The latter is a tempting surmise. But if it is correct, Hudson may have tried it once too often.

On a later expedition to America as master of an English ship he perished at the hands of his crew. He and his young son along with a few loyal sailors were set adrift in a shallop in the great bay that bears his name, never to be heard of again.

Be all of this as it may, by fortunate circumstance or by pre-meditation Hudson had with him on his memorable voyage in 1609 a map that had been sent to him from Virginia by Captain John Smith. And there was a letter that had come with the map from his adventurous friend suggesting that a passage to China might be found in the west above 40° where Smith himself had “left off.” Everything pointed to a big sea on the backside of Virginia. Many of the Indians Captain Smith met on his explorations had confirmed its existence (their version no doubt of the Great Lakes). And there was much evidence of navigable rivers paralleling the Susquehanna above 40°. They probably led toward this sea!

So Henry Hudson, contriving to cooperate with the mutineers aboard his ship and in flagrant disobedience to the specific instructions of his Dutch employers, sailed west instead of northeast.

After surviving a storm that tore away her foremast the Half Moon made a landfall in America off Newfoundland where she came among a fleet of French fishing boats taking cod on the banks. Captain Hudson salted a few fish for his own stores, and then put down the coast of Nova Scotia to Maine. There, at Penobscot Bay, he had a new pine mast cut and proceeded to relieve some French-speaking Indians of their stock-in-trade without benefit of barter.

“We espied two French shallops full of the Countrey people come into the Harbour,” his clerk wrote, “but they offered us no wrong, seeing we stood upon our guard. They brought many Beaver skinnes, and other fine Furres, which they would have changed for redde Gownes. For the French trade with them for red Cassockes, Knives, Hatchets, Copper, Kettles, Trevits, Beades and other trifles.... We kept good watch for feare of being betrayed by the people, and perceived where they layd their shallops.... In the morning we manned our Scute with foure Muskets, and sixe men and tooke one of their Shallops and brought it aboard. Then we manned our Boat and Scute with twelve men and Muskets, and two stone Pieces or Murderers, and drove the Salvages from their Houses, and tooke the spoyle of them, as they would have done of us. Then we set sail....”

If the Dutchmen left hurriedly it was probably in fear of revenge. Maybe the Indians showed signs of retaliating. After all, the natives of this coast must have been getting annoyed by the ways of white men, considering that this sort of thing had been going on, sporadically, since the first Norsemen invaded their land some six hundred years earlier.

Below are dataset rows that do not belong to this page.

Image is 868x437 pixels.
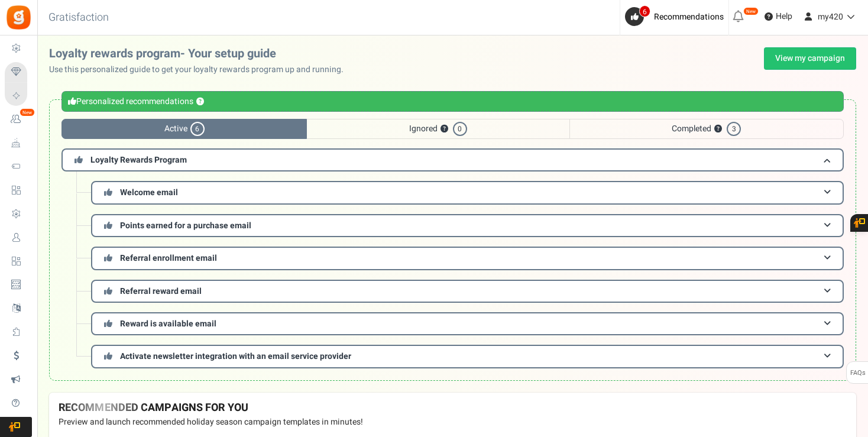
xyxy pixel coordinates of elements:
h2: Loyalty rewards program- Your setup guide [49,47,353,60]
em: New [744,7,759,15]
a: New [5,110,32,129]
span: 6 [639,6,651,17]
span: 3 [727,122,741,136]
h3: Gratisfaction [36,6,122,30]
span: 0 [453,122,467,136]
button: ? [715,126,722,133]
span: Ignored [307,119,569,139]
p: Use this personalized guide to get your loyalty rewards program up and running. [49,64,353,76]
span: Welcome email [120,186,178,199]
span: Loyalty Rewards Program [91,154,187,166]
a: 6 Recommendations [625,7,729,26]
div: Personalized recommendations [62,91,844,112]
span: Referral reward email [120,285,201,298]
em: New [20,108,35,116]
h4: RECOMMENDED CAMPAIGNS FOR YOU [59,402,847,414]
span: 6 [190,122,205,136]
span: Reward is available email [120,318,216,330]
a: View my campaign [764,47,856,70]
span: Active [62,119,307,139]
a: Help [760,7,797,26]
span: Points earned for a purchase email [120,219,251,232]
span: Completed [570,119,844,139]
span: my420 [818,10,843,23]
button: ? [440,126,448,133]
span: FAQs [850,362,866,385]
img: Gratisfaction [6,4,32,31]
button: ? [197,98,204,106]
span: Help [773,10,792,22]
span: Recommendations [654,10,724,23]
span: Referral enrollment email [120,252,217,264]
p: Preview and launch recommended holiday season campaign templates in minutes! [59,417,847,428]
span: Activate newsletter integration with an email service provider [120,350,351,363]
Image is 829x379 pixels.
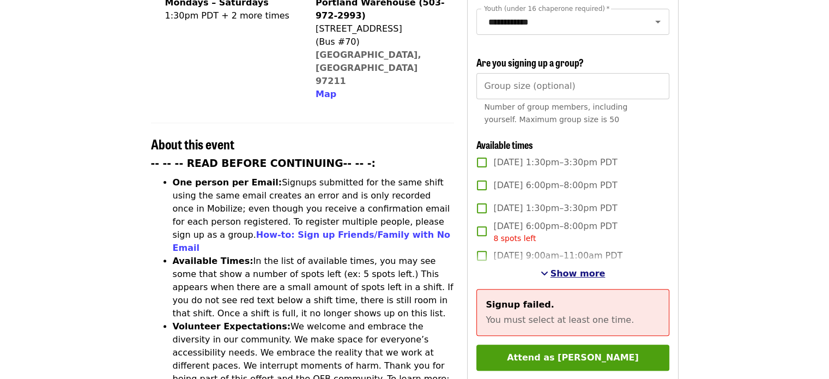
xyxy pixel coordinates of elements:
span: About this event [151,134,234,153]
span: [DATE] 1:30pm–3:30pm PDT [493,202,617,215]
span: [DATE] 6:00pm–8:00pm PDT [493,179,617,192]
input: [object Object] [476,73,669,99]
li: Signups submitted for the same shift using the same email creates an error and is only recorded o... [173,176,455,255]
strong: Available Times: [173,256,253,266]
a: How-to: Sign up Friends/Family with No Email [173,229,451,253]
span: Show more [551,268,606,279]
div: (Bus #70) [316,35,445,49]
label: Youth (under 16 chaperone required) [484,5,609,12]
button: See more timeslots [541,267,606,280]
span: Are you signing up a group? [476,55,584,69]
span: Map [316,89,336,99]
strong: Volunteer Expectations: [173,321,291,331]
span: 8 spots left [493,234,536,243]
a: [GEOGRAPHIC_DATA], [GEOGRAPHIC_DATA] 97211 [316,50,421,86]
span: [DATE] 1:30pm–3:30pm PDT [493,156,617,169]
span: Available times [476,137,533,152]
button: Attend as [PERSON_NAME] [476,345,669,371]
strong: -- -- -- READ BEFORE CONTINUING-- -- -: [151,158,376,169]
span: [DATE] 6:00pm–8:00pm PDT [493,220,617,244]
span: [DATE] 9:00am–11:00am PDT [493,249,623,262]
button: Map [316,88,336,101]
span: Signup failed. [486,299,554,310]
li: In the list of available times, you may see some that show a number of spots left (ex: 5 spots le... [173,255,455,320]
div: 1:30pm PDT + 2 more times [165,9,289,22]
span: Number of group members, including yourself. Maximum group size is 50 [484,102,627,124]
strong: One person per Email: [173,177,282,188]
div: [STREET_ADDRESS] [316,22,445,35]
button: Open [650,14,666,29]
p: You must select at least one time. [486,313,660,327]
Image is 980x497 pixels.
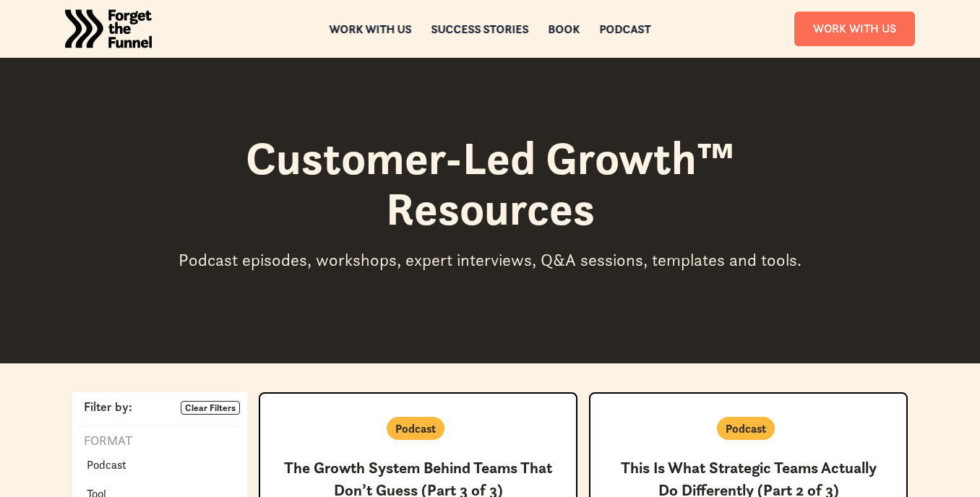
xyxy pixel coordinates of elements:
[165,133,815,235] h1: Customer-Led Growth™ Resources
[726,420,766,436] p: Podcast
[600,24,651,34] a: Podcast
[181,400,239,415] a: Clear Filters
[794,11,915,46] a: Work With Us
[431,24,529,34] a: Success Stories
[78,453,135,476] a: Podcast
[549,24,580,34] a: Book
[78,400,132,413] p: Filter by:
[395,420,436,436] p: Podcast
[86,456,127,472] p: Podcast
[329,24,412,34] a: Work with us
[165,249,815,271] div: Podcast episodes, workshops, expert interviews, Q&A sessions, templates and tools.
[78,433,132,449] p: Format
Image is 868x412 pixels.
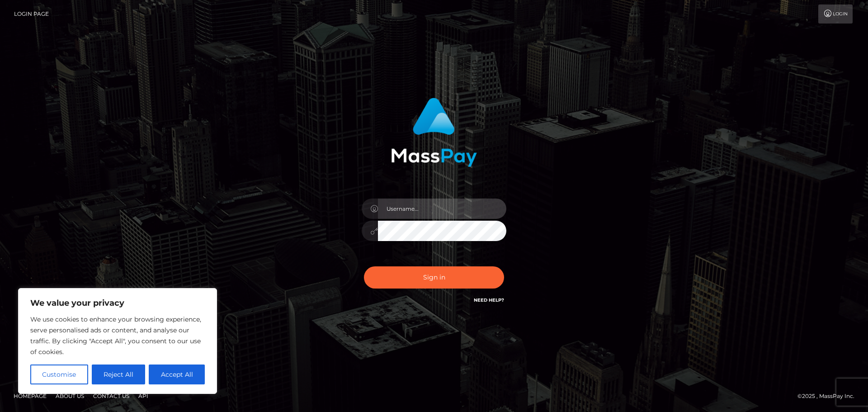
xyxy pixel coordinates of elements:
[364,267,504,289] button: Sign in
[797,391,861,401] div: © 2025 , MassPay Inc.
[135,389,152,403] a: API
[92,365,145,385] button: Reject All
[30,298,205,308] p: We value your privacy
[10,389,50,403] a: Homepage
[818,5,852,23] a: Login
[18,288,217,394] div: We value your privacy
[14,5,49,23] a: Login Page
[377,199,506,219] input: Username...
[30,314,205,357] p: We use cookies to enhance your browsing experience, serve personalised ads or content, and analys...
[149,365,205,385] button: Accept All
[90,389,133,403] a: Contact Us
[473,297,504,303] a: Need Help?
[391,97,477,167] img: MassPay Login
[30,365,88,385] button: Customise
[52,389,88,403] a: About Us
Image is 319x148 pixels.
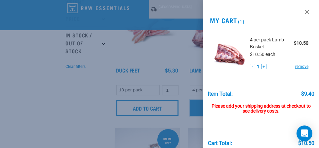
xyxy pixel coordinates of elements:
[296,125,312,141] div: Open Intercom Messenger
[208,140,232,146] div: Cart total:
[250,36,293,50] span: 4 per pack Lamb Brisket
[237,20,244,22] span: (1)
[250,64,255,69] button: -
[256,63,259,70] span: 1
[298,140,314,146] div: $10.50
[208,91,232,97] div: Item Total:
[208,97,314,114] div: Please add your shipping address at checkout to see delivery costs.
[203,17,319,24] h2: My Cart
[214,36,245,70] img: Lamb Brisket
[261,64,266,69] button: +
[295,63,308,69] a: remove
[250,51,275,57] span: $10.50 each
[301,91,314,97] div: $9.40
[293,40,308,46] strong: $10.50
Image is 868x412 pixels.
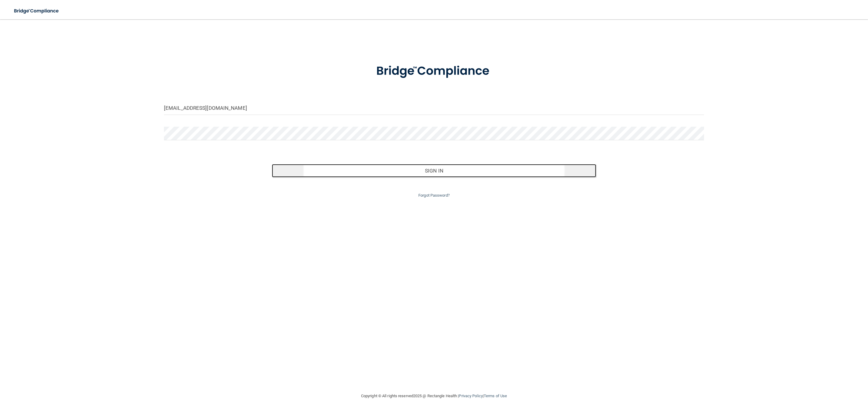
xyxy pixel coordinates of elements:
button: Sign In [272,164,596,177]
div: Copyright © All rights reserved 2025 @ Rectangle Health | | [324,386,544,406]
img: bridge_compliance_login_screen.278c3ca4.svg [364,55,504,87]
a: Privacy Policy [459,393,482,398]
iframe: Drift Widget Chat Controller [764,370,861,393]
a: Forgot Password? [418,193,450,198]
a: Terms of Use [484,393,507,398]
img: bridge_compliance_login_screen.278c3ca4.svg [9,5,64,17]
input: Email [164,101,704,115]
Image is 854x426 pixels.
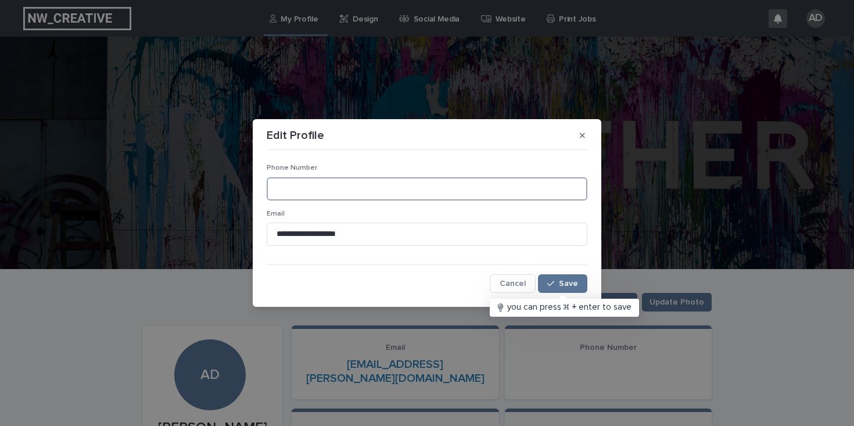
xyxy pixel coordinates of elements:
p: Edit Profile [267,128,324,142]
button: Save [538,274,588,293]
span: Cancel [500,280,526,288]
span: Save [559,280,578,288]
button: Cancel [490,274,536,293]
span: Email [267,210,285,217]
span: Phone Number [267,164,317,171]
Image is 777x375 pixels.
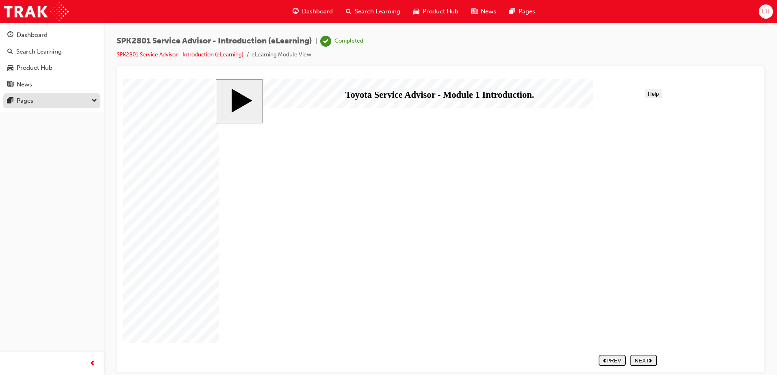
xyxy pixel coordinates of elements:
span: news-icon [7,81,13,89]
button: LH [758,4,773,19]
span: News [480,7,496,16]
a: guage-iconDashboard [286,3,339,20]
span: guage-icon [292,6,299,17]
a: SPK2801 Service Advisor - Introduction (eLearning) [117,51,243,58]
div: News [17,80,32,89]
span: car-icon [413,6,419,17]
div: Search Learning [16,47,62,56]
a: Dashboard [3,28,100,43]
span: Search Learning [355,7,400,16]
span: learningRecordVerb_COMPLETE-icon [320,36,331,47]
span: prev-icon [89,359,95,369]
div: Product Hub [17,63,52,73]
span: pages-icon [7,97,13,105]
span: down-icon [91,96,97,106]
span: guage-icon [7,32,13,39]
span: SPK2801 Service Advisor - Introduction (eLearning) [117,37,312,46]
li: eLearning Module View [251,50,311,60]
span: | [315,37,317,46]
span: LH [762,7,769,16]
a: Product Hub [3,61,100,76]
span: news-icon [471,6,477,17]
div: Dashboard [17,30,48,40]
span: Pages [518,7,535,16]
a: News [3,77,100,92]
span: search-icon [7,48,13,56]
a: news-iconNews [465,3,502,20]
button: Pages [3,93,100,108]
a: search-iconSearch Learning [339,3,407,20]
div: Completed [334,37,363,45]
a: pages-iconPages [502,3,541,20]
span: search-icon [346,6,351,17]
div: Pages [17,96,33,106]
img: Trak [4,2,69,21]
button: DashboardSearch LearningProduct HubNews [3,26,100,93]
span: car-icon [7,65,13,72]
span: pages-icon [509,6,515,17]
span: Dashboard [302,7,333,16]
a: Search Learning [3,44,100,59]
a: car-iconProduct Hub [407,3,465,20]
span: Product Hub [422,7,458,16]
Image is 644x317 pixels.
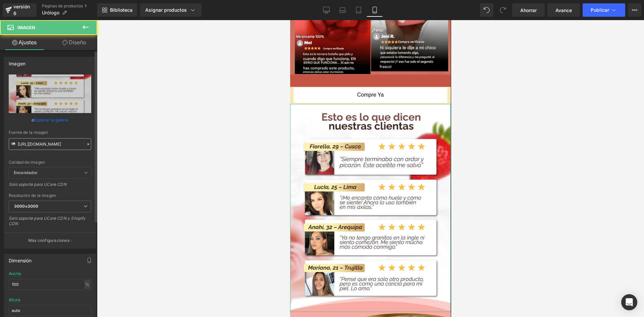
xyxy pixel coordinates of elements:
font: Ancho [9,271,21,276]
font: Urólogo [42,10,59,16]
font: Publicar [591,7,609,13]
font: o [32,117,34,122]
font: Biblioteca [110,7,133,13]
font: % [85,282,89,287]
button: Deshacer [480,3,494,17]
font: Altura [9,297,20,302]
button: Publicar [583,3,625,17]
button: Compre ya [3,67,157,83]
a: Páginas de productos [42,3,97,9]
font: Asignar productos [145,7,187,13]
a: Móvil [367,3,383,17]
font: versión 6 [13,4,30,16]
font: Encendedor [14,170,37,175]
font: Diseño [69,39,86,46]
font: Ajustes [19,39,37,46]
a: Avance [548,3,580,17]
font: Calidad de imagen [9,160,45,165]
font: Solo soporte para UCare CDN [9,182,66,187]
input: auto [9,279,91,290]
font: Imagen [18,25,35,30]
a: Tableta [351,3,367,17]
font: 3000x3000 [14,204,38,209]
a: Nueva Biblioteca [97,3,137,17]
button: Rehacer [496,3,510,17]
font: Solo soporte para UCare CDN y Shopify CDN [9,216,86,226]
button: Más configuraciones [4,232,96,249]
font: Ahorrar [520,7,537,13]
font: Explorar la galería [34,117,68,122]
a: Computadora portátil [334,3,351,17]
a: versión 6 [3,3,37,17]
font: Dimensión [9,258,32,264]
font: Páginas de productos [42,3,83,8]
div: Abrir Intercom Messenger [621,294,637,310]
font: Avance [555,7,572,13]
input: Enlace [9,138,91,150]
font: Imagen [9,61,25,66]
font: Resolución de la imagen [9,193,56,198]
a: Diseño [50,35,99,50]
font: Fuente de la imagen [9,130,48,135]
font: Más configuraciones [28,238,69,243]
input: auto [9,305,91,316]
a: De oficina [318,3,334,17]
button: Más [628,3,641,17]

The Half Moon sailed on south to Cape Cod, which the crew noted had been “discovered by Captain Bartholomew Gosnold in 1602.” Here, the sailors made sport of an Indian they brought aboard, getting the savage so drunk that “he leapt and danced.” After that Captain Hudson put out to sea once more, to arrive off the Capes of Virginia about the middle of August.

He nosed into the Chesapeake, possibly with the intention of visiting his friend Smith, but caution seems to have won out over the risk of exposing his Dutch-owned vessel to agents of the rival London Company. Being an Englishman himself, Henry Hudson knew only too well that the merchants of his native country made little distinction between a foreign competitor and a foreign enemy, especially when they had guns like those at Jamestown. He might risk disobeying his Dutch employers but not losing their ship—not before he’d made his grand discovery of a passage to the Orient. Perhaps, too, he turned a little sensitive about sailing under a Dutch flag with information furnished by a fellow Englishman.

So, a convenient “storm” blew the Half Moon back out to sea, and Hudson made his way northward, first to penetrate the Delaware River to shoal water, and then on to explore the river that now bears his name.